[arin-ppml] DP 2011-1 - How has the meaning changed?

Owen DeLong owen at delong.com
Thu Nov 10 16:12:05 EST 2011


On Nov 10, 2011, at 12:54 PM, William Herrin wrote:

> On Thu, Nov 10, 2011 at 6:25 AM, Bill Darte <BillD at cait.wustl.edu> wrote:
>> What is important is not the magnitude or timing of the wording changes,
>> but how faithful those changes were to reflecting what the community
>> calls for and the original intent of the DP whose language is changing.
>> 
>> Earlier I asked persons objecting to the last call language to provide
>> specifics about how the newly crafted language of 2011-1 varies from the
>> objectives and intent of the flawed language of 2011-1 presented in
>> Philadelphia. I did not get any explicit answers.
> 
> Bill,
> 
> I thought I shouted some explicit answers loudly enough but I'll be
> pleased to repeat two of the most significant ones:
> 
> 1. The community did not intend to alter the in-region transfer
> policies with proposal 2011-1. That desire began and ended with drafts
> 2011-8 and 2011-10, in which the debate showed such contention that
> the AC should have been well aware of the community's desire NOT to
> make sweeping changes to section 8.3.
> 
> Altering the existing section 8.3 was entirely the AC's invention at
> the suggestion not of the community at large but of ARIN staff. Top
> down. This was inconsistent with the PPM draft which would,
> presumably, have become its own policy section governing only
> inter-region transfers.
> 
Bill,

In what way does the proposed language change the effect of 8.3 on
in-region transfers? I simply don't see it and I see no reason to expect
that the NPRM-ification of the prior language would somehow not
have modified 8.3 rather than becoming a separate policy section.
In fact, even if it had become its own policy section, it's hard to see
how that would have happened without also modifying 8.3 or
developing even greater inconsistencies.

> 
> 2. The draft presented at the meeting required the parties to "meet
> both RIR's policies." The current draft guts that requirement,
> demanding each party meet only one part of one RIR's requirements. The
> PPM draft was vague. You might have understood it to intend what the
> revision offered. But some portion, possibly a majority of the
> community understood it differently and based their consent on the
> requirement that folks receiving addresses from ARIN meet at least as
> stringent policy requirements regardless of which region they're in.
> 

This topic was discussed in detail at the meeting and I find it hard to
believe that anyone in the room interpreted it that way after it was
presented. There were no comments to this effect made during the
discussion of the policy and the intent to apply receiving RIR policy
to the recipient and providing RIR policy to the provider were, IMHO,
quite clear in the discussion. I believe this was also discussed on the
mailing list prior to the meeting, but, I don't have the reference handy
and don't have time to dig for it at the moment.
> 
> Perhaps you disagree with either or both of these points.
> Nevertheless, you will find that they are as explicit answers to your
> question as the radical change in draft language permits.
> 

I don't believe that it is valid to characterize either of these as radical
change, but, you are entitled to your opinion on the matter.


Assignment: Scan the records for the string "collector"; copy each line where it occurs.

Data extracted from a collection:
______________________________
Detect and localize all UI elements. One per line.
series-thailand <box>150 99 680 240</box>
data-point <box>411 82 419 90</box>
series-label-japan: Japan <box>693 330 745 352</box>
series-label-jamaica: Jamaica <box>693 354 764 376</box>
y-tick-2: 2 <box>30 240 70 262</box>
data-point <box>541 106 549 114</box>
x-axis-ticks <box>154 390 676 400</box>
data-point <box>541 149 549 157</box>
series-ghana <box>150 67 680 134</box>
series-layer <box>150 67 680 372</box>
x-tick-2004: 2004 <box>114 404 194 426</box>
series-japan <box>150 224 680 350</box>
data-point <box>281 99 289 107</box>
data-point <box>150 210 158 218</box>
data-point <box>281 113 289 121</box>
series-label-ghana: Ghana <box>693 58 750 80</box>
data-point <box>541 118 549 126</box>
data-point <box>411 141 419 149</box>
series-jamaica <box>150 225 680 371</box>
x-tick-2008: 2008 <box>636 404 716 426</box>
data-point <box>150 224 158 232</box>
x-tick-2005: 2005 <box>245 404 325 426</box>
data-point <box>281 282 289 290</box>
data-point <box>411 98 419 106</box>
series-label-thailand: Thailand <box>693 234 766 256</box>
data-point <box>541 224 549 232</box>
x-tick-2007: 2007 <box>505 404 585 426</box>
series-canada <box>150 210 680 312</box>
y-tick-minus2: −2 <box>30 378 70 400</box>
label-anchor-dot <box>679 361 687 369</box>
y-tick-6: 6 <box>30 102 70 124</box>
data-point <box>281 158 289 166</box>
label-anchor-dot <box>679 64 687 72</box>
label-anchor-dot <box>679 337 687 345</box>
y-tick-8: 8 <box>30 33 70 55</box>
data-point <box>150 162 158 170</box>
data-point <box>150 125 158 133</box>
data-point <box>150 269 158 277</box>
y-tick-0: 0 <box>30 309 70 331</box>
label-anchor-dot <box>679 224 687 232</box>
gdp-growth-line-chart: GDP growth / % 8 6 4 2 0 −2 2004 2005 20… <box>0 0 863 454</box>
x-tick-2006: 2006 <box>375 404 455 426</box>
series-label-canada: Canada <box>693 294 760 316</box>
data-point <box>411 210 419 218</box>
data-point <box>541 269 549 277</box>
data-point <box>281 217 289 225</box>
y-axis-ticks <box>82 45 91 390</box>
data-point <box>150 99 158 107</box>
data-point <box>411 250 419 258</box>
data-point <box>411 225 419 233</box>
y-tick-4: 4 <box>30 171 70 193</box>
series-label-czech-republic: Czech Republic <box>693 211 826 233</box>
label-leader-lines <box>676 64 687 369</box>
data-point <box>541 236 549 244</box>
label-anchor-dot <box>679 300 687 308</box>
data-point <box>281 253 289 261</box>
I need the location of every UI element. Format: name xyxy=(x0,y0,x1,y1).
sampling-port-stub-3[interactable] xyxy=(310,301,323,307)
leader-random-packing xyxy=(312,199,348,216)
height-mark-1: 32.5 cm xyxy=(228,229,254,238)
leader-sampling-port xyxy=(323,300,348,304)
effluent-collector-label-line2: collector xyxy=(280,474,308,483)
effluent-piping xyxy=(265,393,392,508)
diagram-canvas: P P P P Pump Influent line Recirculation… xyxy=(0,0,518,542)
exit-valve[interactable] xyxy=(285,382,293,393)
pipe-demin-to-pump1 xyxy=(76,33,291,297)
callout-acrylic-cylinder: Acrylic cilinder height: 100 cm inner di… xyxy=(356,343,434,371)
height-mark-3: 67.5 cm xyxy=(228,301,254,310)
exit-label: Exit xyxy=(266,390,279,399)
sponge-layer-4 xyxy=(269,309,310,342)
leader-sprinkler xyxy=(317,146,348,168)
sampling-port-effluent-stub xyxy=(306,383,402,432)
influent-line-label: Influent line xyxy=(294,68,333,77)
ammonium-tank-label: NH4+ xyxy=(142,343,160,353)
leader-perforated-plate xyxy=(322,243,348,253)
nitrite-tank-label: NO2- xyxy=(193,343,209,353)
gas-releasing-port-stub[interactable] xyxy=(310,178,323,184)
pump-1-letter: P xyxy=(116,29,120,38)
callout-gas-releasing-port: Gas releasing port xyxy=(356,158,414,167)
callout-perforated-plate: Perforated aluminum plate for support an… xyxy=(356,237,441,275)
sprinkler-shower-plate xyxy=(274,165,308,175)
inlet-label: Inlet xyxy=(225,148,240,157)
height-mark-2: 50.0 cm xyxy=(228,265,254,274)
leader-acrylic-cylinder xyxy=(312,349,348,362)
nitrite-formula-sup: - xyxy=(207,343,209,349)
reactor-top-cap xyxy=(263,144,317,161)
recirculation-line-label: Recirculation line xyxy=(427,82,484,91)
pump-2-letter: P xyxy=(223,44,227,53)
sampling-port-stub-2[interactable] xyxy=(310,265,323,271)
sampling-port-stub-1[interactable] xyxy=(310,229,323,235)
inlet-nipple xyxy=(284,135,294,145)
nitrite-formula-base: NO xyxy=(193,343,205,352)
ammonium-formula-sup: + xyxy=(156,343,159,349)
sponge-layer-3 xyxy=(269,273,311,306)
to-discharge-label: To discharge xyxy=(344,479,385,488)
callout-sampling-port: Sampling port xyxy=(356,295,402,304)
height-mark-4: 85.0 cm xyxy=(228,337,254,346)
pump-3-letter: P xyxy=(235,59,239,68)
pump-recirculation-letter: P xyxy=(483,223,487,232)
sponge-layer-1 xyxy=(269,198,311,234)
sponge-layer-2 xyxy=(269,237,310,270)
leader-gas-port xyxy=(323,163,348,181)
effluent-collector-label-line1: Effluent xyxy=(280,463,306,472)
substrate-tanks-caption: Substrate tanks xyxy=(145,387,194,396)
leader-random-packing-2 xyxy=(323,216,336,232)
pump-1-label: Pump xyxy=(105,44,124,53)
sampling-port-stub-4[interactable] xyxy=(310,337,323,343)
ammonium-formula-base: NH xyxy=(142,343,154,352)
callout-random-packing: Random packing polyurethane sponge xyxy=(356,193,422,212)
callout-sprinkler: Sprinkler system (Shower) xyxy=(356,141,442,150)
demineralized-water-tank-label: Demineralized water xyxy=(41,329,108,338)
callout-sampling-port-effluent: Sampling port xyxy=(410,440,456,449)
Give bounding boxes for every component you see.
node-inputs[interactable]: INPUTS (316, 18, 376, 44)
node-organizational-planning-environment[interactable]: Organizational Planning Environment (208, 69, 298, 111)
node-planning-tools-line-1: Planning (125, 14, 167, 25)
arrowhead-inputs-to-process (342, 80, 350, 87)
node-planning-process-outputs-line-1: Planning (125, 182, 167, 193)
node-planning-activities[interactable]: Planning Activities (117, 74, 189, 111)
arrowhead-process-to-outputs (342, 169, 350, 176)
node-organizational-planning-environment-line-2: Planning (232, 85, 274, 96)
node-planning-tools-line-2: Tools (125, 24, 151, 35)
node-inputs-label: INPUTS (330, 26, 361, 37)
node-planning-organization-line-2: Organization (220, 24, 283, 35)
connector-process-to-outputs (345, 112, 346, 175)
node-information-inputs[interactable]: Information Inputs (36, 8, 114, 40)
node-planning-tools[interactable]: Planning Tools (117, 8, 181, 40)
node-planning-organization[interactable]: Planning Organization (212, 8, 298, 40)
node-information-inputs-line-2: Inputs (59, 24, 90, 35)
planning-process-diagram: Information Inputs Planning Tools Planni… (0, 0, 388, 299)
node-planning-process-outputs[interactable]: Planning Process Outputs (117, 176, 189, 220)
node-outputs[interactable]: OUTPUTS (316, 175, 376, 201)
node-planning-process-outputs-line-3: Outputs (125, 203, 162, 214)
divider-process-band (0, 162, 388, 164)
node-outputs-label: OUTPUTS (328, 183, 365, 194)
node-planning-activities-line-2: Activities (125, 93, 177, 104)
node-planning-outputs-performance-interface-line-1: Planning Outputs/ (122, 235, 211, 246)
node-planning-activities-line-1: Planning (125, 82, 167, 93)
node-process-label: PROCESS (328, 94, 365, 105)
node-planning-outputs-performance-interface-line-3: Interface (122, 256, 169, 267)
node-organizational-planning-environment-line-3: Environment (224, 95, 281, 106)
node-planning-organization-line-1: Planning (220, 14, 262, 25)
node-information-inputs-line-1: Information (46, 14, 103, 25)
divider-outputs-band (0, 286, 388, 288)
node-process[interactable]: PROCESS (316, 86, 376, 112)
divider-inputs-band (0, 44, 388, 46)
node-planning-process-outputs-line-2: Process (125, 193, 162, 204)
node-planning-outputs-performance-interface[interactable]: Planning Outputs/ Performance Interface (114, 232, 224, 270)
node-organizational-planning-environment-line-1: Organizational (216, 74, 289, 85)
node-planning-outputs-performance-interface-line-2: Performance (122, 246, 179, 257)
______________________________
Response box:
effluent-collector-label-line2: collector xyxy=(280,474,308,483)
effluent-collector-label-line1: Effluent xyxy=(280,463,306,472)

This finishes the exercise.